Team Engagement
Planner

COMMUNICATION & RELATIONSHIPS TOOLS

A structured review of how you currently engage your team
and where the gaps are.

Understanding the Engagement Gap

Most leaders believe they are more engaged with their teams than their teams experience them to be. This is not a character flaw - it is a perception gap that forms gradually. You know your intent. They experience your behavior. When those two things diverge, engagement suffers and the leader often does not notice until turnover or performance data surfaces the problem.

This planner works through three questions in sequence: what engagement methods you currently use, how effective they actually are, and what you could add or change. The middle question is the one most people rush through. Listing methods is easy - nearly everyone can name a handful of things they do to connect with their team. Evaluating whether those methods are working, and for whom, is where the real insight lives. A weekly team meeting that the leader values but the team dreads is not an engagement method - it is an obligation.

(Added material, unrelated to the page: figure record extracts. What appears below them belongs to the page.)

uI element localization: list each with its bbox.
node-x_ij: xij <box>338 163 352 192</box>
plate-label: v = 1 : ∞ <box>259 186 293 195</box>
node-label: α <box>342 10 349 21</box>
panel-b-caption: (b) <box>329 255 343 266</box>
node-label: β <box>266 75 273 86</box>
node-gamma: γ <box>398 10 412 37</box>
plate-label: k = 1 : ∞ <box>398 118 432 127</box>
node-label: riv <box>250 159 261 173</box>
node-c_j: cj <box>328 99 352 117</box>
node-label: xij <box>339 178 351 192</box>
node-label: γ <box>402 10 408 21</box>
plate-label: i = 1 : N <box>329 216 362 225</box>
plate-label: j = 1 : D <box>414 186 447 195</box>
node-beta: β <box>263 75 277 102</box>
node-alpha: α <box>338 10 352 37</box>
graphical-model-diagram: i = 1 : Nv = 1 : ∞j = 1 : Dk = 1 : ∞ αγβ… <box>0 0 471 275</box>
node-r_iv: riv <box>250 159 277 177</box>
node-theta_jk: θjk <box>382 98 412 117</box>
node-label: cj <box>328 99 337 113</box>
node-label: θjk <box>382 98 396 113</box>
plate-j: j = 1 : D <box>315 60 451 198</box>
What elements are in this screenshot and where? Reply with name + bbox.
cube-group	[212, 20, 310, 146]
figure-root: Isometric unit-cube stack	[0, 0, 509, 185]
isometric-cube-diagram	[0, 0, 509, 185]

The reference list on the right side of the first question is there to expand your frame, not define it. Your list should reflect your actual context. The steps below are designed to get you to honest answers, not comprehensive ones.

How to Use This Planner

  1. List what you actually do - not what you intend to do. The first question asks about current practice. Be specific: "I have an open-door policy" is not a method. "I hold 30-minute one-on-ones with each direct report every two weeks" is.
  2. Use the examples list as a prompt, not a checklist. The examples show the range of what engagement can include. Do not limit your answer to what is listed, and do not include something just because it is on the list.
  3. Answer the effectiveness question honestly. For each method you listed, ask: do people engage with it, or do they comply with it? Compliance keeps the lights on. Engagement builds commitment.
  4. Think about who is not being reached. Engagement methods that work for some team members often do not reach others. Identify who your current methods are not connecting with before you generate new ones.

Team Engagement Planner

Section A: Current Engagement Methods

What methods do you currently use to engage your colleagues?

Examples of Engagement Methods
  • Consultation
  • Staff groups
  • Induction programmes
  • Performance reviews
  • Reward programmes
  • Team meetings
  • Newsletters
  • Staff feedback channels
Section B: Effectiveness Review

How effective are these methods? Which are working - and for whom?

Section C: Opportunities to Improve

What other methods could you use to enhance colleague engagement?

Reflection Prompts

Now that the three sections are complete, use these questions to go deeper.

Which engagement method on your list do you feel most confident about? Which one are you least sure is actually working?

Who on your team is hardest to reach through your current methods? What do you know about how they prefer to connect?

What is one thing you could add or change in the next 30 days - something small enough to actually do, large enough to matter?